FEMA to halt debit cards, use bank deposit

by NOLA (reposted)
The federal government's relief agency said Friday it will discontinue its program to distribute debit cards worth up to $2,000 to hurricane victims, two days after hastily announcing the novel plan to provide quick relief.
The Federal Emergency Management Agency said it will scrap the program once officials finish distributing cards this weekend at shelters in Dallas, Houston and San Antonio, where many of the evacuees were moved. No cards will be issued to victims in other states.

Hurricane victims at other locations will have to apply for expedited aid through the agency's traditional route — filling out information on FEMA's Web site to receive direct bank deposits, FEMA spokeswoman Natalie Rule said.

"We tried it as an innovative way to get aid to evacuee populations in Texas. We decided it would be more expeditious with direct deposits," she said, citing the large staffing operation that would be required to replicate the Texas operation in other states.

Under fire for its initial response to the hurricane, FEMA Director Michael Brown had announced the debit card program as a way to quickly get up to $2,000 to the neediest families and empower them "to make their own decisions about what do they need to have to start rebuilding their lives."

He did not describe the program as applying only to Texas, which has accepted the largest number of evacuees and is the home state of President Bush.

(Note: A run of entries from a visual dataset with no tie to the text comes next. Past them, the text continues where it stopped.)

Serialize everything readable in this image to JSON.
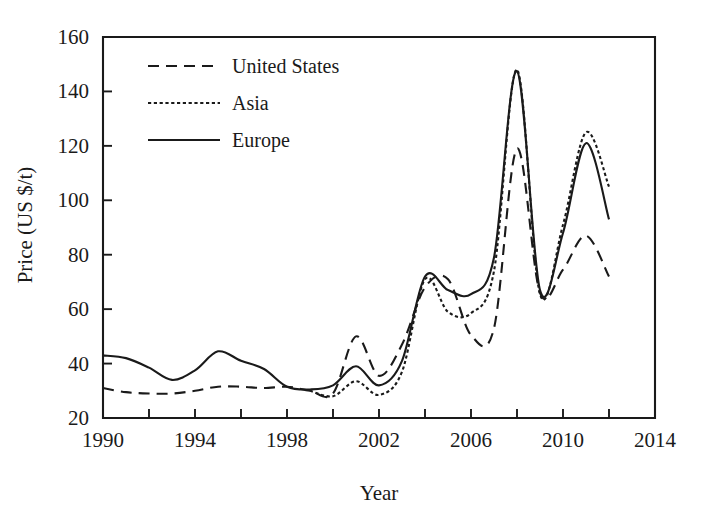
{
  "chart_data": {
    "type": "line",
    "title": "",
    "xlabel": "Year",
    "ylabel": "Price (US $/t)",
    "xlim": [
      1990,
      2014
    ],
    "ylim": [
      20,
      160
    ],
    "xticks": [
      1990,
      1992,
      1994,
      1996,
      1998,
      2000,
      2002,
      2004,
      2006,
      2008,
      2010,
      2012,
      2014
    ],
    "xtick_labels": [
      "1990",
      "",
      "1994",
      "",
      "1998",
      "",
      "2002",
      "",
      "2006",
      "",
      "2010",
      "",
      "2014"
    ],
    "yticks": [
      20,
      40,
      60,
      80,
      100,
      120,
      140,
      160
    ],
    "ytick_labels": [
      "20",
      "40",
      "60",
      "80",
      "100",
      "120",
      "140",
      "160"
    ],
    "grid": false,
    "legend_position": "upper-left-inside",
    "x": [
      1990,
      1991,
      1992,
      1993,
      1994,
      1995,
      1996,
      1997,
      1998,
      1999,
      2000,
      2001,
      2002,
      2003,
      2004,
      2005,
      2006,
      2007,
      2008,
      2009,
      2010,
      2011,
      2012
    ],
    "series": [
      {
        "name": "United States",
        "line_style": "long-dash",
        "color": "#1a1a1a",
        "values": [
          31,
          29.5,
          29,
          29,
          30,
          31.5,
          31.5,
          31,
          31.5,
          30,
          29,
          50,
          35.5,
          47,
          68,
          71,
          50.5,
          53,
          119,
          66,
          74.5,
          87,
          72
        ]
      },
      {
        "name": "Asia",
        "line_style": "dotted",
        "color": "#1a1a1a",
        "values": [
          null,
          null,
          null,
          null,
          null,
          null,
          null,
          null,
          null,
          30,
          28,
          33.5,
          28.5,
          37,
          71,
          59,
          58.5,
          74,
          148,
          65.5,
          91,
          125,
          105
        ]
      },
      {
        "name": "Europe",
        "line_style": "solid",
        "color": "#1a1a1a",
        "values": [
          43,
          42,
          38.5,
          34,
          37.5,
          44.5,
          41,
          38,
          31.5,
          30.5,
          32,
          39,
          32,
          41,
          72,
          67,
          65.5,
          79,
          147.5,
          67,
          88,
          121,
          93
        ]
      }
    ],
    "legend_entries": [
      {
        "label": "United States",
        "line_style": "long-dash"
      },
      {
        "label": "Asia",
        "line_style": "dotted"
      },
      {
        "label": "Europe",
        "line_style": "solid"
      }
    ]
  }
}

From the outset, there was confusion about how to get the cards and who would be eligible.

On Thursday, thousands of people lined up at the Astrodome in Houston following reports that the first FEMA cards would be distributed that day. Red Cross cards were distributed, but those seeking the government cards were told they would have to return the next day.

On Friday, Ed Conley, a FEMA spokesman in Houston, said evacuees were receiving the cards at a rate of about 500 an hour, many of whom had filled out the proper documentation and applications through FEMA's Web site.

Applicants were being asked to provide Social Security numbers as well as the address of their damaged homes, for verification against aerial photographs of devastated areas.

A FEMA spokeswoman had said Friday there were enough cards to cover the families of the estimated 7,000 people registered at three shelters in the Astrodome complex.